Mysterious OrbiMed-backed biotech nears $100M in funding, hints at plans to go after ‘undruggable 3.0’
In January, Alterome launched from stealth — but remained quite stealthy. While the biotech put out a press release for its $64 million Series A, led by OrbiMed, it launched without a website and didn’t elaborate on its science beyond “alteration-specific targeted therapies for the treatment of cancer.”
But with an additional $35 million — bringing its total Series A to $99 million — Alterome appears more willing to share. For one, it now has a website, although the page doesn’t offer more than the bare-bones details on the science.
Alterome CEO and CSO Eric Murphy told Endpoints News that the Series A extension arose from a third program that Alterome wanted to pursue. Alterome’s focus is going after so-called undruggable cancer driver mutations, but Murphy said Alterome wasn’t disclosing timelines or targets at the time.
Without giving any specifics on what exactly these programs were, Murphy described the two existing programs as best-in-class, but said the new one was first-in-class too, noting that they weren’t aware of anyone else who was doing the same thing.
Murphy said the third, new program goes after “a very validated oncogenic driver” through an interesting angle. “You hit it, and you will likely have a monotherapy path in the indications we’re planning,” he said.
But in its initial Series A, Alterome had raised money only for its first two programs.
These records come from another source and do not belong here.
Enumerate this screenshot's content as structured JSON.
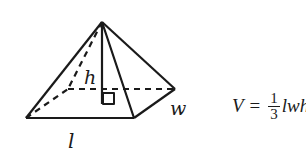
{
  "diagram": {
    "type": "square pyramid (rectangular base)",
    "labels": {
      "height": "h",
      "width": "w",
      "length": "l"
    },
    "right_angle_marker": true
  },
  "formula": {
    "lhs": "V",
    "equals": "=",
    "numerator": "1",
    "denominator": "3",
    "rhs_visible": "lwh"
  },
  "colors": {
    "stroke": "#1a1a1a",
    "background": "#ffffff"
  }
}
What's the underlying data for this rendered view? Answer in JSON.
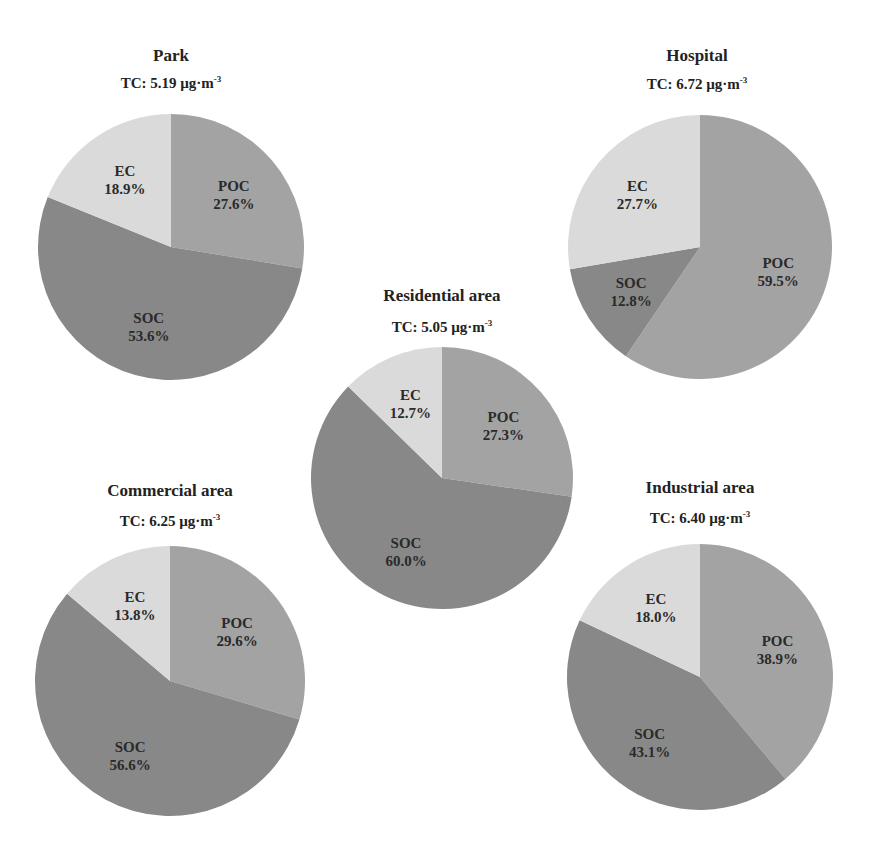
{
  "colors": {
    "POC": "#a3a3a3",
    "SOC": "#888888",
    "EC": "#dadada"
  },
  "chart_data": [
    {
      "type": "pie",
      "title": "Park",
      "subtitle": "TC: 5.19 µg·m-3",
      "tc_value": "TC: 5.19 µg·m",
      "tc_unit_exp": "-3",
      "categories": [
        "POC",
        "SOC",
        "EC"
      ],
      "values": [
        27.6,
        53.6,
        18.9
      ],
      "labels": [
        "27.6%",
        "53.6%",
        "18.9%"
      ],
      "center": [
        171,
        247
      ],
      "radius": 133,
      "title_pos": [
        171,
        46
      ],
      "tc_pos": [
        171,
        74
      ]
    },
    {
      "type": "pie",
      "title": "Hospital",
      "subtitle": "TC: 6.72 µg·m-3",
      "tc_value": "TC: 6.72 µg·m",
      "tc_unit_exp": "-3",
      "categories": [
        "POC",
        "SOC",
        "EC"
      ],
      "values": [
        59.5,
        12.8,
        27.7
      ],
      "labels": [
        "59.5%",
        "12.8%",
        "27.7%"
      ],
      "center": [
        700,
        247
      ],
      "radius": 132,
      "title_pos": [
        697,
        46
      ],
      "tc_pos": [
        697,
        75
      ]
    },
    {
      "type": "pie",
      "title": "Residential area",
      "subtitle": "TC: 5.05 µg·m-3",
      "tc_value": "TC: 5.05 µg·m",
      "tc_unit_exp": "-3",
      "categories": [
        "POC",
        "SOC",
        "EC"
      ],
      "values": [
        27.3,
        60.0,
        12.7
      ],
      "labels": [
        "27.3%",
        "60.0%",
        "12.7%"
      ],
      "center": [
        442,
        478
      ],
      "radius": 131,
      "title_pos": [
        442,
        286
      ],
      "tc_pos": [
        442,
        318
      ]
    },
    {
      "type": "pie",
      "title": "Commercial area",
      "subtitle": "TC: 6.25 µg·m-3",
      "tc_value": "TC: 6.25 µg·m",
      "tc_unit_exp": "-3",
      "categories": [
        "POC",
        "SOC",
        "EC"
      ],
      "values": [
        29.6,
        56.6,
        13.8
      ],
      "labels": [
        "29.6%",
        "56.6%",
        "13.8%"
      ],
      "center": [
        170,
        681
      ],
      "radius": 135,
      "title_pos": [
        170,
        481
      ],
      "tc_pos": [
        170,
        512
      ]
    },
    {
      "type": "pie",
      "title": "Industrial area",
      "subtitle": "TC: 6.40 µg·m-3",
      "tc_value": "TC: 6.40 µg·m",
      "tc_unit_exp": "-3",
      "categories": [
        "POC",
        "SOC",
        "EC"
      ],
      "values": [
        38.9,
        43.1,
        18.0
      ],
      "labels": [
        "38.9%",
        "43.1%",
        "18.0%"
      ],
      "center": [
        700,
        677
      ],
      "radius": 133,
      "title_pos": [
        700,
        478
      ],
      "tc_pos": [
        700,
        509
      ]
    }
  ]
}
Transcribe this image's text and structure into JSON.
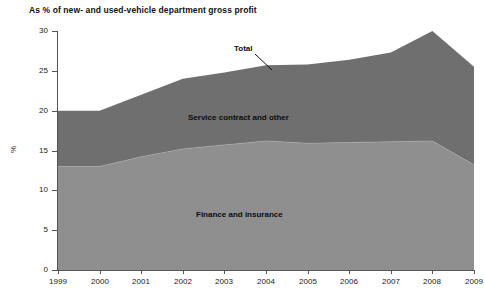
{
  "chart_data": {
    "type": "area",
    "stacked": true,
    "title": "As % of new- and used-vehicle department gross profit",
    "xlabel": "",
    "ylabel": "%",
    "ylim": [
      0,
      30
    ],
    "ytick_step": 5,
    "yticks": [
      0,
      5,
      10,
      15,
      20,
      25,
      30
    ],
    "grid": false,
    "legend": "inline-area-labels",
    "categories": [
      "1999",
      "2000",
      "2001",
      "2002",
      "2003",
      "2004",
      "2005",
      "2006",
      "2007",
      "2008",
      "2009"
    ],
    "series": [
      {
        "name": "Finance and insurance",
        "color": "#8f8f8f",
        "values": [
          13.0,
          13.0,
          14.2,
          15.2,
          15.7,
          16.2,
          15.9,
          16.0,
          16.1,
          16.2,
          13.2
        ]
      },
      {
        "name": "Service contract and other",
        "color": "#6f6f6f",
        "values": [
          7.0,
          7.0,
          7.8,
          8.8,
          9.1,
          9.5,
          9.9,
          10.4,
          11.2,
          13.8,
          12.3
        ]
      }
    ],
    "total": {
      "name": "Total",
      "values": [
        20.0,
        20.0,
        22.0,
        24.0,
        24.8,
        25.7,
        25.8,
        26.4,
        27.3,
        30.0,
        25.5
      ]
    },
    "annotations": [
      {
        "name": "total-callout",
        "text": "Total",
        "points_to_year": 2004
      },
      {
        "name": "service-area-label",
        "text": "Service contract and other"
      },
      {
        "name": "fi-area-label",
        "text": "Finance and insurance"
      }
    ]
  },
  "labels": {
    "title": "As % of new- and used-vehicle department gross profit",
    "y_axis_title": "%",
    "total": "Total",
    "service": "Service contract and other",
    "finance": "Finance and insurance"
  },
  "yticks": [
    "30",
    "25",
    "20",
    "15",
    "10",
    "5",
    "0"
  ],
  "xticks": [
    "1999",
    "2000",
    "2001",
    "2002",
    "2003",
    "2004",
    "2005",
    "2006",
    "2007",
    "2008",
    "2009"
  ]
}
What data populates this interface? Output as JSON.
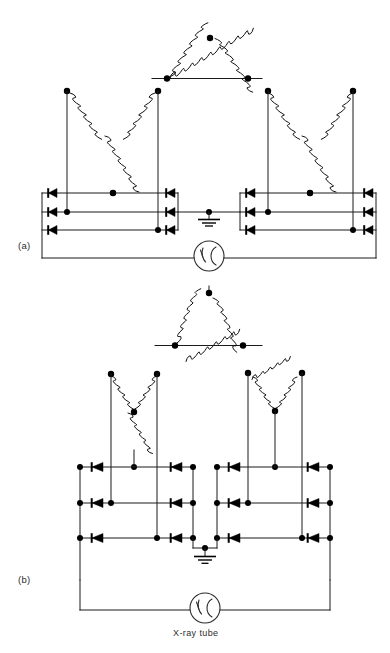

During Alterome’s Q2 board meeting, investors encouraged the San Diego-based biotech to try and raise more money for the new program. “Instead of going through this situation, even at a down market, of ‘pick your favorite child,’” as Alterome COO Scott Moorefield put it, the biotech found Colt Ventures to co-lead an extension round alongside OrbiMed, followed by its other existing investors Nextech Invest, Vida Ventures, and Boxer Capital.

Murphy, who co-founded Kinnate Biopharma and was its CSO until last year, said he hatched the plan for Alterome alongside Massachusetts General’s Gastrointestinal Cancer Center director Ryan Corcoran, who he met when Corcoran joined Kinnate as a scientific advisor. “We had many like-minded philosophies for making the next generation of targeted therapies,” Murphy said. And Alterome’s initial investors all previously invested in Kinnate as well.
While Kinnate was born out of “undruggable 2.0,” Murphy said, Alterome plans to go after “undruggable 3.0” — the next series of cancer driver mutations that has yet to be targeted successfully. He said the idea was akin to his work at Kinnate on BRAF Class II and III mutations.
At the center of Alterome’s work is a computational chemistry platform which Murphy described as “structure-guided but then co-crystal enabled.”
“Now I don’t really use the word undruggable anymore in this day and age. It’s just that it will take time to drug these targets,” he said.